When photons encounter specks of dust, they can bounce off the dust, i.e., be scattered . It turns out that the shorter the wavelength, the easier it is for light to be scattered. So blue light gets scattered more than red light. That's why the sky is blue --- light from the Sun has been scattered all over the place, especially blue light. When you look away from the Sun, you will see some of that scattered blue light. Similarly, that's why the setting Sun is red. When you observe the Sun through a large amount of atmosphere, so much of the blue light has been scattered away that all that's left is red light.
Because everything we know about the universe comes from studying light
(of all wavelengths), we need to know how light is created.
There are three ways that astronomical objects make light. One way,
called synchrotron emission, is only important in a few, very
weird objects, so we won't bother with it. That leaves only two
mechanisms that produce photons.
The first method is called thermal or blackbody emission.
Simply put, all objects that are hot (i.e., have a temperature above absolute
zero), emit light at all wavelengths. Thus, they generate a spectrum of
light that is continuous. However, the amount of light produced at
each wavelength depends very sensitively on the temperature of the object.
An object that is 6000 K will emit most of its light at visible wavelengths.
(Note: in astronomy, we always use the Kelvin system, which is the same as
Celsius, except that freezing is at 273 degrees, instead of zero.) An object
that is 300 K (around room temperature) shines mostly in the infrared, while
an object that is at 6 million degrees glows mostly in the x-ray portion
of the spectrum. In other words, the hotter the temperature, the more
high energy (high frequency, short wavelength) light is produced.
Moreover, the higher the temperature, the more light is produced in total.
If you took a 1 square centimeter patch of something, and doubled its
temperature, the total amount of light it would produce would be
2 x 2 x 2 x 2 = 16. In other words, L = s T^4 (where s
is just a number to make the units come out right).

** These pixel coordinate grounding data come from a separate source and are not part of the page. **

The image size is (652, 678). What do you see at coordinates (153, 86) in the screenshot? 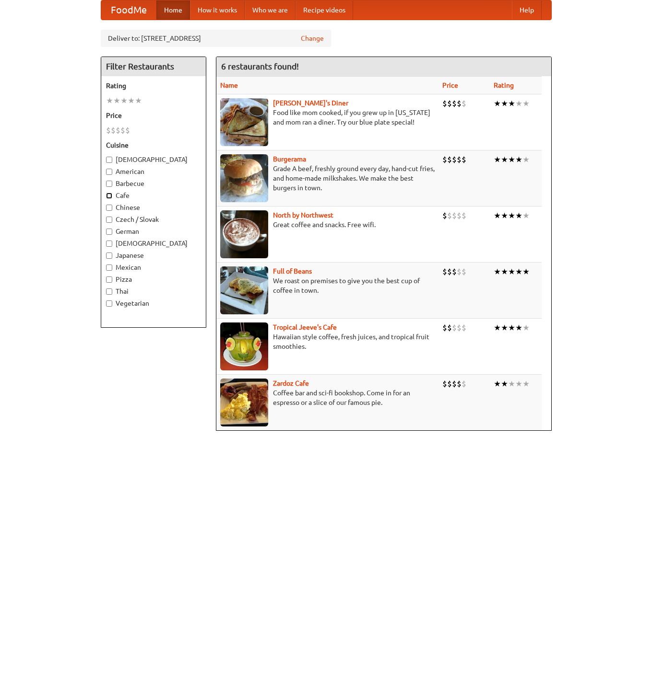
I see `h5: Rating` at bounding box center [153, 86].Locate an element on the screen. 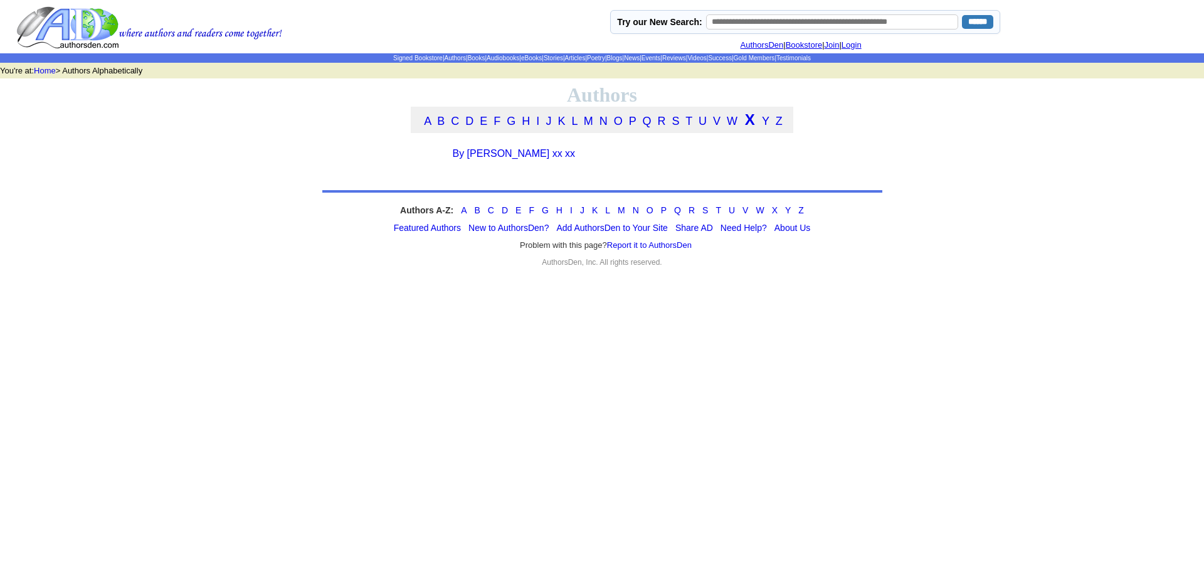 The width and height of the screenshot is (1204, 588). a: Videos is located at coordinates (697, 58).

Note the implication of the above laws. An object that is about 3000 K will shine mostly in the infrared, but some of its light will come out in the optical. Because the amount of light from the object is decreasing rapidly towards higher energies, the object will be emitting more optical red light than optical blue light. It will thus appear red. Conversely, an object that is 30,000 K will be shining mostly in the ultraviolet. It will, however, also be producing some optical light, with more blue light coming out than red light. It will therefore appear blue. Note also that, all things being equal, the 30,000 degree object will be radiating 10 x 10 x 10 x 10 = 10,000 times more light than the 3,000 degree source.
Our Sun is about 6000 degrees, and therefore emits most of its light in the optical. (In fact, its spectrum peaks in the yellow-green region.) No wonder our eyes evolved to see optical wavelengths --- that's where most of the Sun's light comes out (and what the atmosphere lets through)!